Reverend Norv wrote:Des-Bal wrote:
That what people call "faith" often isn't. That what they call "belief" is more likely "belief in belief" belief in the idea that they believe and the religious are often just non-practicing atheists.
Some folks definitely are in this category. Others aren't. And still others change: I've been both in my life. Sometimes I'm both in the course of a single day.
But it's worth remembering that in Latin, for example, credo does not mean "I know," or even "I trust" - in the way that we know or trust that an apple will fall when we drop it. It is a compound of the roots cor and do. It means, literally, to give one's heart to something.

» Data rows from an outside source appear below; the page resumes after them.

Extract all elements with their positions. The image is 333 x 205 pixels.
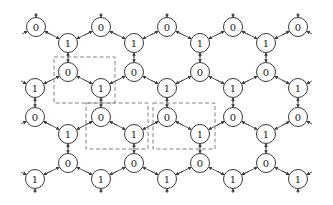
lattice-node: 0 <box>224 18 243 37</box>
node-label: 1 <box>230 83 236 94</box>
lattice-edge <box>22 31 28 34</box>
lattice-node: 0 <box>289 108 308 127</box>
node-label: 1 <box>164 174 170 185</box>
lattice-node: 1 <box>59 125 78 144</box>
lattice-node: 0 <box>224 108 243 127</box>
lattice-node: 0 <box>27 18 46 37</box>
lattice-node: 0 <box>289 18 308 37</box>
lattice-edge <box>306 172 312 175</box>
lattice-node: 1 <box>92 79 111 98</box>
node-label: 0 <box>197 67 203 78</box>
honeycomb-diagram: 000001111000011111000001111000011111 <box>0 0 333 205</box>
lattice-node: 1 <box>224 79 243 98</box>
node-label: 0 <box>33 22 39 33</box>
node-label: 1 <box>164 83 170 94</box>
node-label: 0 <box>164 112 170 123</box>
lattice-edge <box>306 121 312 124</box>
node-label: 0 <box>263 158 269 169</box>
node-label: 0 <box>197 158 203 169</box>
lattice-node: 0 <box>125 63 144 82</box>
lattice-node: 1 <box>125 125 144 144</box>
lattice-edge <box>306 81 312 84</box>
lattice-node: 1 <box>158 170 177 189</box>
node-label: 0 <box>98 22 104 33</box>
node-label: 1 <box>230 174 236 185</box>
lattice-node: 1 <box>26 170 45 189</box>
lattice-node: 1 <box>191 125 210 144</box>
node-label: 0 <box>98 112 104 123</box>
lattice-node: 0 <box>92 18 111 37</box>
node-label: 1 <box>32 83 38 94</box>
node-label: 0 <box>32 112 38 123</box>
node-label: 1 <box>65 38 71 49</box>
node-label: 0 <box>230 112 236 123</box>
lattice-node: 1 <box>59 34 78 53</box>
lattice-node: 0 <box>257 63 276 82</box>
lattice-edge <box>21 81 27 84</box>
lattice-node: 1 <box>125 34 144 53</box>
node-label: 0 <box>295 112 301 123</box>
lattice-node: 0 <box>191 63 210 82</box>
node-label: 0 <box>263 67 269 78</box>
node-label: 0 <box>164 22 170 33</box>
lattice-node: 1 <box>26 79 45 98</box>
node-label: 1 <box>131 38 137 49</box>
lattice-node: 1 <box>289 79 308 98</box>
node-label: 0 <box>65 158 71 169</box>
lattice-node: 1 <box>257 34 276 53</box>
lattice-node: 1 <box>92 170 111 189</box>
lattice-node: 1 <box>224 170 243 189</box>
node-label: 1 <box>295 174 301 185</box>
lattice-edge <box>306 31 312 34</box>
node-label: 1 <box>263 38 269 49</box>
node-label: 1 <box>263 129 269 140</box>
lattice-node: 0 <box>125 154 144 173</box>
node-label: 1 <box>131 129 137 140</box>
lattice-node: 0 <box>59 154 78 173</box>
lattice-node: 0 <box>59 63 78 82</box>
lattice-node: 0 <box>26 108 45 127</box>
lattice-edge <box>21 172 27 175</box>
lattice-node: 0 <box>92 108 111 127</box>
lattice-node: 0 <box>257 154 276 173</box>
node-label: 0 <box>295 22 301 33</box>
node-label: 1 <box>98 83 104 94</box>
node-label: 1 <box>65 129 71 140</box>
node-label: 1 <box>98 174 104 185</box>
lattice-edge <box>21 121 27 124</box>
lattice-node: 0 <box>158 108 177 127</box>
node-label: 0 <box>65 67 71 78</box>
lattice-node: 1 <box>191 34 210 53</box>
lattice-node: 1 <box>289 170 308 189</box>
lattice-node: 0 <box>158 18 177 37</box>
node-label: 1 <box>295 83 301 94</box>
node-label: 1 <box>197 38 203 49</box>
lattice-node: 1 <box>257 125 276 144</box>
node-label: 0 <box>230 22 236 33</box>
node-label: 0 <box>131 67 137 78</box>
node-label: 0 <box>131 158 137 169</box>
node-label: 1 <box>197 129 203 140</box>
lattice-node: 0 <box>191 154 210 173</box>
lattice-node: 1 <box>158 79 177 98</box>
node-label: 1 <box>32 174 38 185</box>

Faith isn't knowledge. It's relationship: the process of falling in love with God. And like any relationship, doubt and fear and silence come back again and again, and sometimes you wonder if there's anything really there at all, or if it's all just habit and self-delusion. And when that happens, just like in a marriage, you perform love instead of feeling it. Anyone who is prepared to be painfully honest about their own relationships with those they love will recognize that.
But that doesn't mean that the relationship is fake. The fact that sometimes you play the part doesn't mean that everything is play-acting; the fact that you still feel lonely or wracked by doubt doesn't mean you aren't giving your heart to God. Life's more complicated than that. You can play the part in the morning, and weep with joy by evening. Because the point is not whether you trust completely; the question is not whether you're as free of doubt as you pretend. The point is to keep choosing to fall in love with God, day by day, with all the sincerity you can manage in a world of confusion and pain and doubt. If you can do that, then in my book, that's a true and living faith.
Just my two cents, from experience. I'm not trying to change your mind, just to suggest another way of seeing this issue.